A vector describes a magnitude and direction of force. Aging skin is characterized by a negative downward and inward vector of sagging. To counter this, surgeons traditionally pulled skin upward and outward--i.e. using a positive vector. The key difference between the outcomes of traditional surgical correction and nonsurgical 3D vectoring, both of which lift upwards and outwards, is the Nonsurgical 3D Vectoring Lift's additional corrective dimension of ‘forward projection’. This 3D effect is the result of volumizing with the use of injectable agents designed for this purpose, such as Radiesse, Voluma, Restylane SQ, and Stylage XXL.
The Nonsurgical 3D Vectoring Lift is predicated upon the fact that the face and portions of the neck differ in their degree of mobility.
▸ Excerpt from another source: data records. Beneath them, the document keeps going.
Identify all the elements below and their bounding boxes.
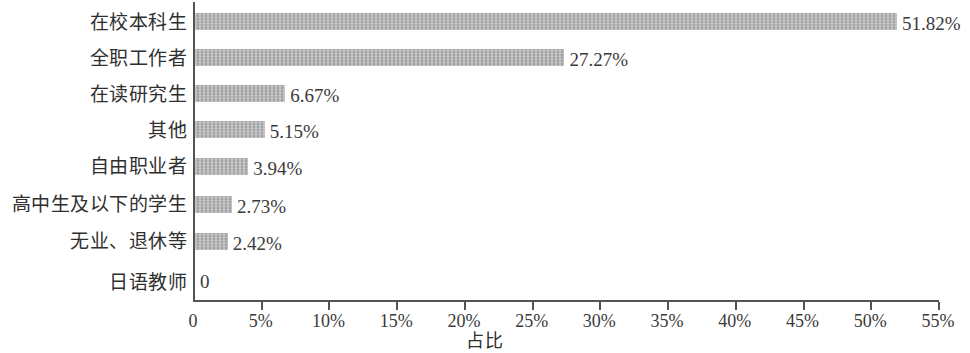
x-axis-tick-label: 10% (312, 312, 345, 330)
bar-value-label: 27.27% (569, 50, 628, 69)
bar (195, 85, 285, 102)
bar-value-label: 5.15% (270, 122, 319, 141)
x-axis-tick-label: 25% (515, 312, 548, 330)
bar (195, 233, 228, 250)
category-label: 全职工作者 (0, 49, 193, 68)
bar (195, 158, 248, 175)
category-label: 高中生及以下的学生 (0, 195, 193, 214)
x-axis-tick-label: 45% (786, 312, 819, 330)
bar-value-label: 6.67% (290, 86, 339, 105)
bar-value-label: 2.42% (233, 234, 282, 253)
x-axis-tick-label: 40% (718, 312, 751, 330)
x-axis-tick (328, 302, 330, 310)
x-axis-tick-label: 35% (651, 312, 684, 330)
x-axis-tick (599, 302, 601, 310)
x-axis-tick-label: 30% (583, 312, 616, 330)
category-label: 在校本科生 (0, 13, 193, 32)
category-label: 无业、退休等 (0, 232, 193, 251)
category-label: 自由职业者 (0, 157, 193, 176)
x-axis-tick (667, 302, 669, 310)
x-axis-tick-label: 55% (922, 312, 955, 330)
x-axis-tick-label: 50% (854, 312, 887, 330)
y-axis-line (193, 2, 195, 301)
category-label: 其他 (0, 121, 193, 140)
x-axis-tick-label: 5% (249, 312, 273, 330)
x-axis-tick-label: 20% (447, 312, 480, 330)
plot-area: 51.82%27.27%6.67%5.15%3.94%2.73%2.42%0 0… (193, 0, 970, 303)
x-axis-tick-label: 15% (380, 312, 413, 330)
x-axis-line (193, 300, 939, 302)
bar (195, 121, 265, 138)
bar-value-label: 51.82% (902, 14, 961, 33)
horizontal-bar-chart: 在校本科生 全职工作者 在读研究生 其他 自由职业者 高中生及以下的学生 无业、… (0, 0, 970, 353)
bar (195, 196, 232, 213)
category-axis-labels: 在校本科生 全职工作者 在读研究生 其他 自由职业者 高中生及以下的学生 无业、… (0, 0, 193, 300)
category-label: 日语教师 (0, 273, 193, 292)
x-axis-tick (464, 302, 466, 310)
x-axis-tick-label: 0 (189, 312, 198, 330)
x-axis-title: 占比 (0, 332, 970, 350)
x-axis-tick (938, 302, 940, 310)
bar-value-label: 3.94% (253, 159, 302, 178)
x-axis-tick (735, 302, 737, 310)
x-axis-tick (396, 302, 398, 310)
x-axis-tick (870, 302, 872, 310)
bar-value-label: 2.73% (237, 197, 286, 216)
x-axis-tick (803, 302, 805, 310)
bar (195, 49, 564, 66)
bar (195, 13, 897, 30)
category-label: 在读研究生 (0, 85, 193, 104)
x-axis-tick (261, 302, 263, 310)
x-axis-tick (532, 302, 534, 310)
bar-value-label: 0 (200, 272, 210, 291)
The region directly in front and behind the ears is a fixed, denser, relatively immobile area, in contrast to the mid-cheek region (hence the greater tendency of this region to sag with the passage of time). These anatomical differences are exploited in the Nonsurgical 3D Vectoring Lift by making the fixed areas serve as anchoring points for the mobile tissues. In determining the positive vectors for the mid to lower face, the tissues that require lifting are identified by pulling the skin directly in front of the ears in a direction perpendicular to the area that requires correction. If the pulling results in lifting of the desired tissue, then the vector has been correctly identified and is then marked in accordance with 3D vectoring protocol. A similar approach is used in the region of the angle of the jaw or in back of the ear when dealing with neck laxity. So the idea of injection at the angle of the jawbone in this instance is right on the mark.
Once the proper vectors are marked, the volumizing agents are injected in a series of radiating bands that serve as support struts to the skin and that impart the necessary 3D outward projection--the lift--that distinguishes and defines this nonsurgical approach. The high viscosity and elasticity of the volumizing fillers serves to hold and re-support the overlying tissue and restore more youthful contours.
Although volumizing fillers are reabsorbed over time, they do promote new, native collagen synthesis, which may continue to provide structure, firmness and improved skin quality while continuing to lift tissues. A typical Nonsurgical 3D Vectoring Lift of the face takes about fifteen minutes to perform. Bruising and swelling tend to be minimal, and most people can return to work or social activities immediately following treatment.